Nausea climbs thick up his throat. Luca drops the bucket; hands braced on his knees and doubles over retching out the contents of his stomach. Nothing but bile and acid come out, stinging and tearing at his throat. He gags a little as he straightens up, wiping his mouth with the back of his hand and spitting on the forest floor. He swallows, trying to rid himself of the acidic burn in his mouth as he grabs the bucket. Water. He needed water.
Halfway to the well he realises he didn’t even get dinner today and realises he’s starving. That swim was a stupid idea… and training hard all morning with Jet. This day just couldn’t get any fucking worse, could it?
Luca pours the first bucket of water from the well straight into his mouth, before lowering the rope and pulling up more to fill the bucket to bring back to the house. The bastard could wait for a drink, Luca thought mutinously, let him suffer for a change.
When Luca returns with a bucket full of water, covered in new patches of dirt on his arms, knees and boots, Flint is sitting in front of the roaring fire. He removed his coat, left it hanging up neatly, dressed in just a long sleeve shirt now. His hair was freshly washed and his reading glasses on while he overlooks some files.
“Ah, you found it then,” he comments as Luca comes in. “Excellent. Your orientation scores weren’t listed on your records, so I had to check. You can set it down in the kitchen and then have a shower.”
Luca practically thumps the bucket on the ground, resisting the urge to throw it down.
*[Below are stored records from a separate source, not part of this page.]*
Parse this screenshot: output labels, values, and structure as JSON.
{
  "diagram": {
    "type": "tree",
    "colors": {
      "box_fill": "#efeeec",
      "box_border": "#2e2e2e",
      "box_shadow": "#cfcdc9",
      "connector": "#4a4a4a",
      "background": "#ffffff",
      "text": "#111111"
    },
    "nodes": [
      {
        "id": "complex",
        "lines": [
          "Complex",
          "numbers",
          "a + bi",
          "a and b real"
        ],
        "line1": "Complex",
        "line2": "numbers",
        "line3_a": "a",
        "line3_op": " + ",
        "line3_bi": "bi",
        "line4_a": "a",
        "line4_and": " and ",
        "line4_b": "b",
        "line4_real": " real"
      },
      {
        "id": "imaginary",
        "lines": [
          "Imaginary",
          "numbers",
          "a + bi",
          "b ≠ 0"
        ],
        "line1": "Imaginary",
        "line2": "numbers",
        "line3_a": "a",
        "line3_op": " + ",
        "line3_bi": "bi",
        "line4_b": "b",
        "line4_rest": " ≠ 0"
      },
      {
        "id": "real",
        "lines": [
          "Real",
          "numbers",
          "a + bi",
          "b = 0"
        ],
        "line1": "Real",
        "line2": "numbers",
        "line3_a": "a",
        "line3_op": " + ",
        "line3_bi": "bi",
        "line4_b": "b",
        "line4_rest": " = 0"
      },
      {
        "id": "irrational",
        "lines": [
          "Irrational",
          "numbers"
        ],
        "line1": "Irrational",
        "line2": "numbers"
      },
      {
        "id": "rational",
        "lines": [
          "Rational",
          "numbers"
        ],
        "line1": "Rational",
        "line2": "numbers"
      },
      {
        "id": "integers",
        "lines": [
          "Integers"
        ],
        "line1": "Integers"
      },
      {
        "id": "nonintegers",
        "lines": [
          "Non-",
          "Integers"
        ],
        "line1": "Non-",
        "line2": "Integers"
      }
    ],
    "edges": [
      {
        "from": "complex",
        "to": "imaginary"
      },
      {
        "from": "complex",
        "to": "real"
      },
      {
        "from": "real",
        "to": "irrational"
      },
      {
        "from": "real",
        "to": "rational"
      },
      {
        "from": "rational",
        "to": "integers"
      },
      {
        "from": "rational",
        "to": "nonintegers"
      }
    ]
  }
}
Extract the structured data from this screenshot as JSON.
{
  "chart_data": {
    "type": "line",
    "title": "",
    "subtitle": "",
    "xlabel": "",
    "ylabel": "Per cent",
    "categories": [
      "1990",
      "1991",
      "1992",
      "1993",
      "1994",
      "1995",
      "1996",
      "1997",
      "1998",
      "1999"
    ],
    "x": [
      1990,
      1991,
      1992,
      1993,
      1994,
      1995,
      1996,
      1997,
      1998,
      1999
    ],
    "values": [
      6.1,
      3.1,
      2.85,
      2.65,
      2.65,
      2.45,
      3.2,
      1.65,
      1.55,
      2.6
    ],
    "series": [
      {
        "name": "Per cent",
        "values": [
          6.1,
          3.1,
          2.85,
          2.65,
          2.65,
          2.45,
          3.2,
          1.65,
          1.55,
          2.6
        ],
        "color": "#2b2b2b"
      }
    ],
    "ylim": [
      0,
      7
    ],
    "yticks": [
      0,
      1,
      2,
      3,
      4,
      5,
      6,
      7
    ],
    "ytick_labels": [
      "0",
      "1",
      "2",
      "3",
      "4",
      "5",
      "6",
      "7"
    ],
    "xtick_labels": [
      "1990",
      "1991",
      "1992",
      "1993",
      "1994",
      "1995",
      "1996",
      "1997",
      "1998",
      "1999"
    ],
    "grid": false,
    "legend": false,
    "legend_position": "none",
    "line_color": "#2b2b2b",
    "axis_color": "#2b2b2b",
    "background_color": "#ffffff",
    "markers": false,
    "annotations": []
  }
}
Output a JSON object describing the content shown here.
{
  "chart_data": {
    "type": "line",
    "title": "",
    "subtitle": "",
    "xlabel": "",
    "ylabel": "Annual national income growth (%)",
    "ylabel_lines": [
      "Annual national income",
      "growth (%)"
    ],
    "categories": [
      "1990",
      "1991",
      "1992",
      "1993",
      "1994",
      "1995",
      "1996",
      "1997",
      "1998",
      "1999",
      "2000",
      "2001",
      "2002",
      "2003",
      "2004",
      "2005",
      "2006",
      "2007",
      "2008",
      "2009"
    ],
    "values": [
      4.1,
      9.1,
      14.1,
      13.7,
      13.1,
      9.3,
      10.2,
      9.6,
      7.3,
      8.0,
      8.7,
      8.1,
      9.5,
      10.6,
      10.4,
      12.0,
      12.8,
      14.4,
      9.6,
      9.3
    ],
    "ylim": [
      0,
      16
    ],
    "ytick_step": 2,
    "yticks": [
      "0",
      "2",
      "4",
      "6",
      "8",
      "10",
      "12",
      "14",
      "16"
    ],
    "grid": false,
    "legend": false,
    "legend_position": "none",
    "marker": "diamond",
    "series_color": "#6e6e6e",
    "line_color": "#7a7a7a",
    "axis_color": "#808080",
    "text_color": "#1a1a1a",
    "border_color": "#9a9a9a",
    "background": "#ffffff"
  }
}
He grumbles, eyes set to a glare as he takes in how well-groomed the man in front of him was – no doubt warm from the fire as Luca stood there, mud, rain, and water from the well dripping from him as he shakes from the cold. “What, do I have to get water for the fucking shower too?” He snaps.
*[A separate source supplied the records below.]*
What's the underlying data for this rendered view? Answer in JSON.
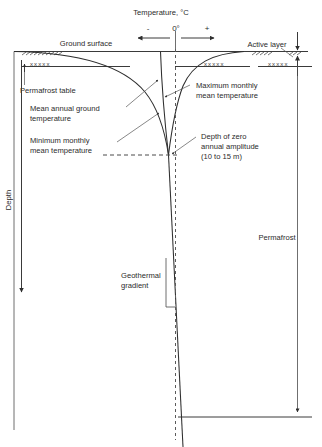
{
  "figure": {
    "type": "permafrost-ground-temperature-envelope",
    "title_axis": "Temperature, °C",
    "zero_label": "0°",
    "minus_sign": "-",
    "plus_sign": "+",
    "depth_axis_label": "Depth"
  },
  "labels": {
    "ground_surface": "Ground surface",
    "active_layer": "Active layer",
    "permafrost_table": "Permafrost table",
    "mean_annual_ground_temperature": "Mean annual ground temperature",
    "mean_annual_ground_temperature_line1": "Mean annual ground",
    "mean_annual_ground_temperature_line2": "temperature",
    "minimum_monthly_mean_temperature_line1": "Minimum monthly",
    "minimum_monthly_mean_temperature_line2": "mean temperature",
    "maximum_monthly_mean_temperature_line1": "Maximum monthly",
    "maximum_monthly_mean_temperature_line2": "mean temperature",
    "depth_zero_amplitude_line1": "Depth of zero",
    "depth_zero_amplitude_line2": "annual amplitude",
    "depth_zero_amplitude_line3": "(10 to 15 m)",
    "geothermal_gradient_line1": "Geothermal",
    "geothermal_gradient_line2": "gradient",
    "permafrost": "Permafrost",
    "ground_hatch_marks": "xxxxx"
  },
  "annotations": {
    "depth_of_zero_annual_amplitude_range": "10 to 15 m",
    "temperature_scale_negative": "-",
    "temperature_scale_positive": "+",
    "temperature_scale_zero": "0°"
  },
  "colors": {
    "line": "#3a3a3a",
    "curve": "#2e2e2e",
    "leader": "#555555",
    "text": "#2b2b2b",
    "background": "#ffffff"
  }
}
“No,” Flint says without looking up from his documents. “We have running water here, it’s just not clean enough to drink. The water’s warm too. So, I advise you do that before you get hypothermic.”
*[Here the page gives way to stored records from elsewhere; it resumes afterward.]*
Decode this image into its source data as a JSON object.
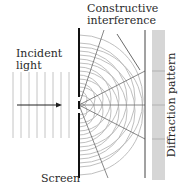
{
  "diagram": {
    "labels": {
      "constructive_line1": "Constructive",
      "constructive_line2": "interference",
      "incident_line1": "Incident",
      "incident_line2": "light",
      "screen": "Screen",
      "pattern": "Diffraction pattern"
    },
    "colors": {
      "screen": "#111111",
      "waves": "#b8b8b8",
      "rays": "#555555",
      "pattern_strip": "#d6d6d6",
      "detector_line": "#444444"
    },
    "geometry": {
      "screen_x": 79,
      "screen_top": 28,
      "screen_bottom": 178,
      "slit_top_y": 99,
      "slit_bottom_y": 111,
      "detector_x": 145,
      "pattern_x": 152,
      "pattern_width": 13,
      "incident_wave_x": [
        13,
        21,
        29,
        37,
        45,
        53,
        61,
        69
      ],
      "arc_radii": [
        8,
        16,
        24,
        32,
        40,
        48,
        56,
        64
      ]
    }
  }
}
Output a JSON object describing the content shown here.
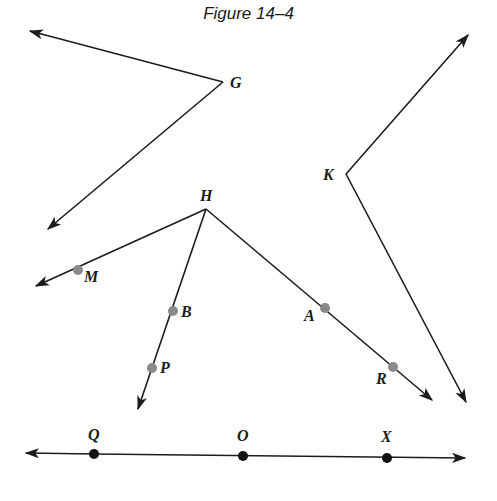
{
  "title": "Figure 14–4",
  "labels": {
    "G": "G",
    "K": "K",
    "H": "H",
    "M": "M",
    "B": "B",
    "P": "P",
    "A": "A",
    "R": "R",
    "Q": "Q",
    "O": "O",
    "X": "X"
  },
  "angles": [
    {
      "vertex": "G",
      "vertex_xy": [
        223,
        82
      ],
      "ray_ends": [
        [
          30,
          31
        ],
        [
          48,
          229
        ]
      ]
    },
    {
      "vertex": "K",
      "vertex_xy": [
        346,
        174
      ],
      "ray_ends": [
        [
          468,
          35
        ],
        [
          466,
          402
        ]
      ]
    },
    {
      "vertex": "H",
      "vertex_xy": [
        206,
        209
      ],
      "ray_ends": [
        [
          36,
          286
        ],
        [
          138,
          409
        ],
        [
          432,
          400
        ]
      ],
      "points_on_rays": {
        "HM": [
          "M"
        ],
        "HP": [
          "B",
          "P"
        ],
        "HR": [
          "A",
          "R"
        ]
      }
    }
  ],
  "line": {
    "points": [
      "Q",
      "O",
      "X"
    ],
    "arrows": "both"
  },
  "colors": {
    "ink": "#1c1c1c",
    "gray_point": "#8a8a8a",
    "black_point": "#111111"
  }
}
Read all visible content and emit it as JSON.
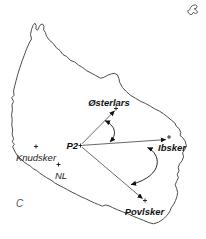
{
  "figure": {
    "panel_label": "C",
    "labels": {
      "p2": "P2",
      "osterlars": "Østerlars",
      "ibsker": "Ibsker",
      "povlsker": "Povlsker",
      "knudsker": "Knudsker",
      "nl": "NL"
    },
    "arrows": [
      {
        "from": "P2",
        "to": "Østerlars"
      },
      {
        "from": "P2",
        "to": "Ibsker"
      },
      {
        "from": "P2",
        "to": "Povlsker"
      }
    ],
    "angle_arcs": [
      {
        "between": [
          "P2-Østerlars",
          "P2-Ibsker"
        ]
      },
      {
        "between": [
          "P2-Ibsker",
          "P2-Povlsker"
        ]
      }
    ],
    "colors": {
      "background": "#ffffff",
      "coastline": "#4d4d4d",
      "arrow_lines": "#2a2a2a",
      "label_text": "#111111",
      "panel_label_text": "#555555"
    }
  }
}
Luca goes to move but then pauses. He hates the idea of Flint reading every detail about him, thinking he can know Luca from what he read from a file. A file that was filled out by people who hated him, who wanted to see him fail. How is that fair? And what sort of things were in it? What had they noted down about him? There were definitely things that Luca forgot about himself, that Flint was just leisurely reading through, as if he was a character in a fucking novel.
“Your room is the door to your right, cadet.” Luca just nods and goes into the room, shutting the door behind him. On the bed are new tracksuit bottoms and a training shirt, new jocks and socks neatly laid out along with a towel. Luca grabs them and walks out, crossing the cabin to – what he hoped was – the bathroom. Luckily, he guessed right.
After figuring out how to work the shower, he strips his soaking clothes and dumps them into a basket in the corner of the bathroom. As he steps in, he sighs as the hot water pellets against his skin, harder than the rain, as if it was trying to undo all the shit he went through today, easing the tension slowly from his body. He practically melts into the heat, closing his eyes. He hasn’t taken a hot shower like this… ever really… and it’s so nice, soothing, not at all like the cold showers in the cadets’ quarters and the pressure was a welcomed weight, not too hard or soft.
Fuck this day. Fuck Flint and Captain Daniels and the fucking lieutenants, but for the shower, this beautiful, magnificent shower, he would go through today again. And Luca was going to stay under the spray of water until he felt the stress wash off him and trickle down the drain.